» What to work on:
Print, exactly as they stand, the lines below from the one that has "Find the location" to the one that has "pyautogui.click(x=<x>, y=<y>)", inclusive, leaving out the pictures.

Pixel coordinate grounding data
[Start of Attachment]

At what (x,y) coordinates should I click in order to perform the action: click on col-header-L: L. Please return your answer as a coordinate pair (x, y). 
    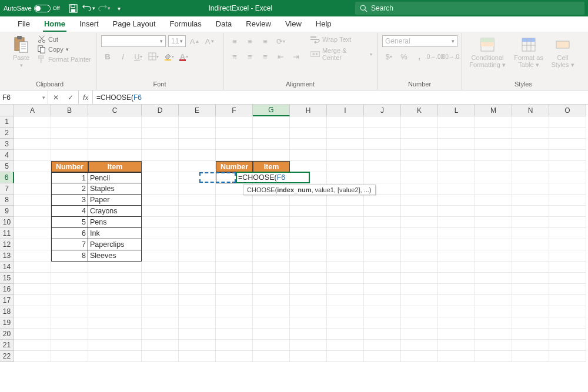
    Looking at the image, I should click on (456, 110).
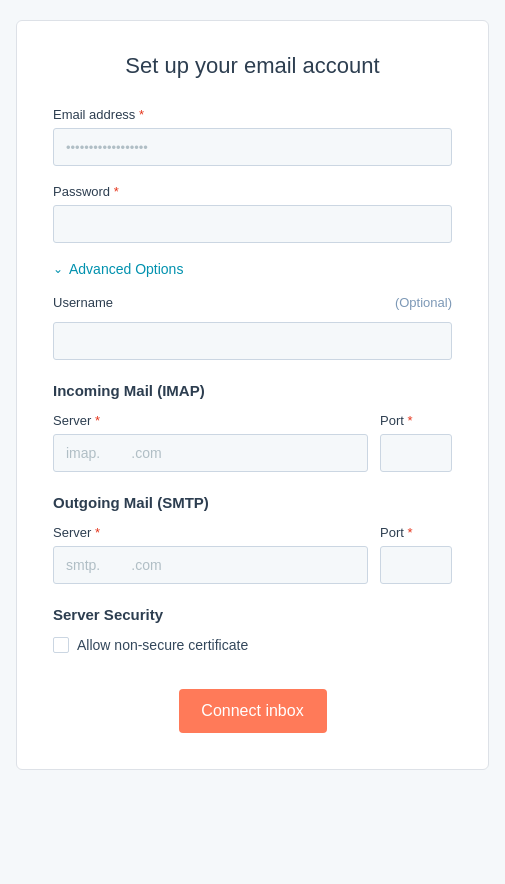 The width and height of the screenshot is (505, 884). I want to click on chevron-down-icon: ⌄, so click(58, 269).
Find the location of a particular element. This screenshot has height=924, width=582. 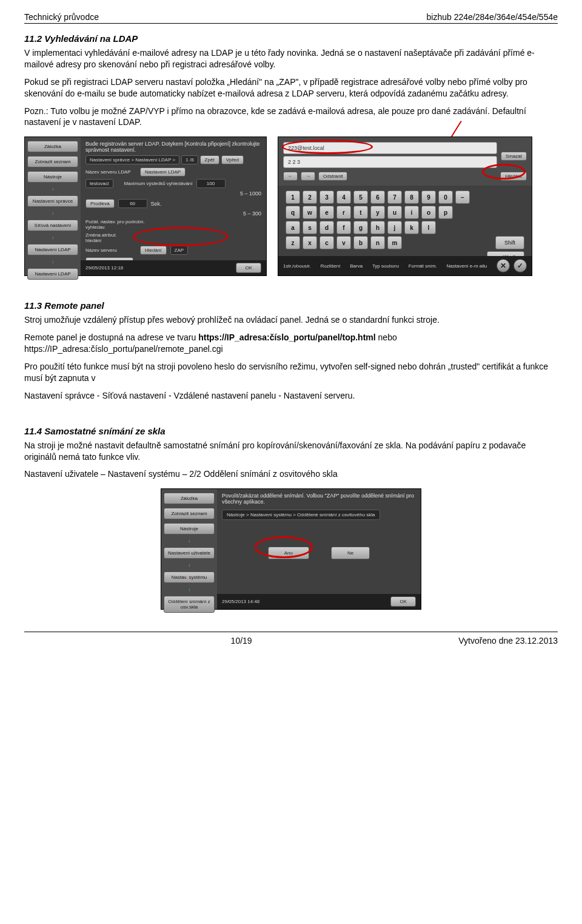

kb-key: 3 is located at coordinates (327, 197).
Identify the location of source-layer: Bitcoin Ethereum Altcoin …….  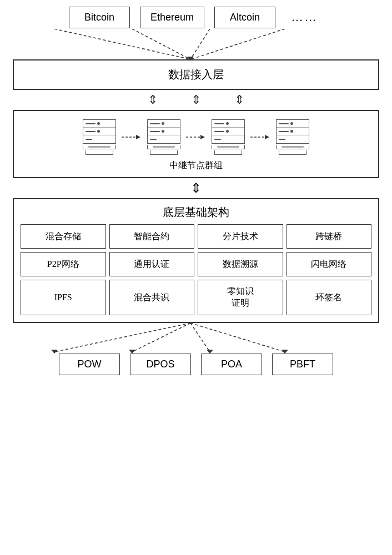
(196, 17).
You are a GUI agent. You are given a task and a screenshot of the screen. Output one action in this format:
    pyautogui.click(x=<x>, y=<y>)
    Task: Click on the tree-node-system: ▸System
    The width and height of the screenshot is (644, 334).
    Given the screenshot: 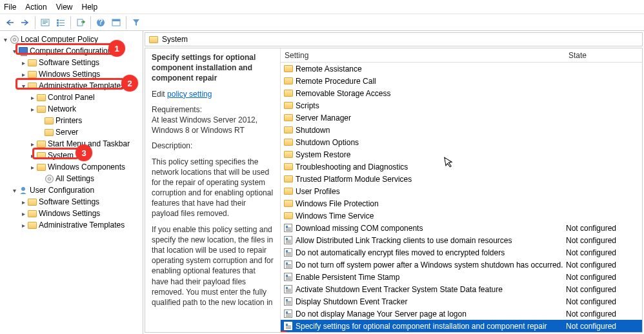 What is the action you would take?
    pyautogui.click(x=71, y=155)
    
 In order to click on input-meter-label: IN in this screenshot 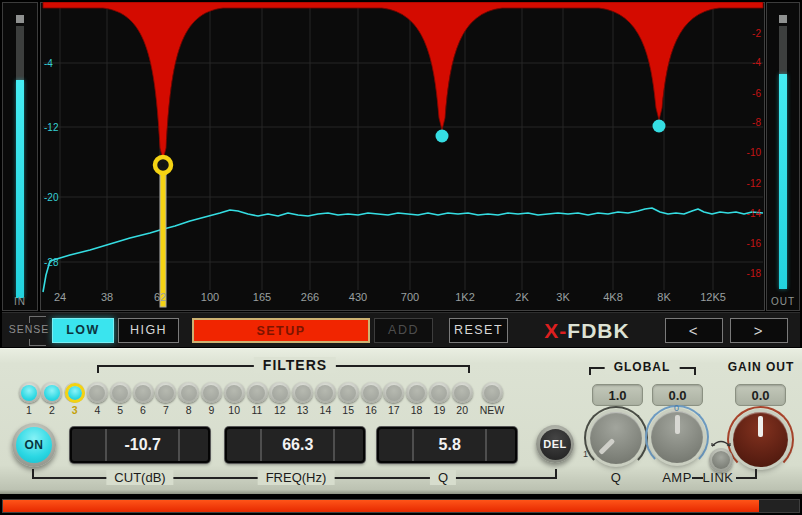, I will do `click(20, 302)`.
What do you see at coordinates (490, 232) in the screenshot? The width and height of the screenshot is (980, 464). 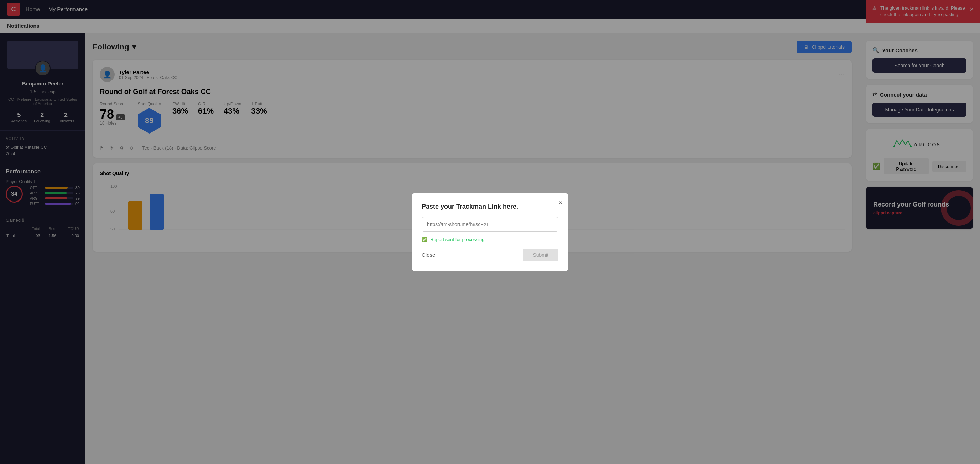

[End of Attachment]

» Solution to this problem:
Find the location of a particular element. This screenshot has height=924, width=582. 

kb-key: 3 is located at coordinates (327, 197).
Identify the location of source-layer: Bitcoin Ethereum Altcoin …….  
(196, 17).
You are a GUI agent. You are given a task and a screenshot of the screen. Output one action in this format:
    pyautogui.click(x=<x>, y=<y>)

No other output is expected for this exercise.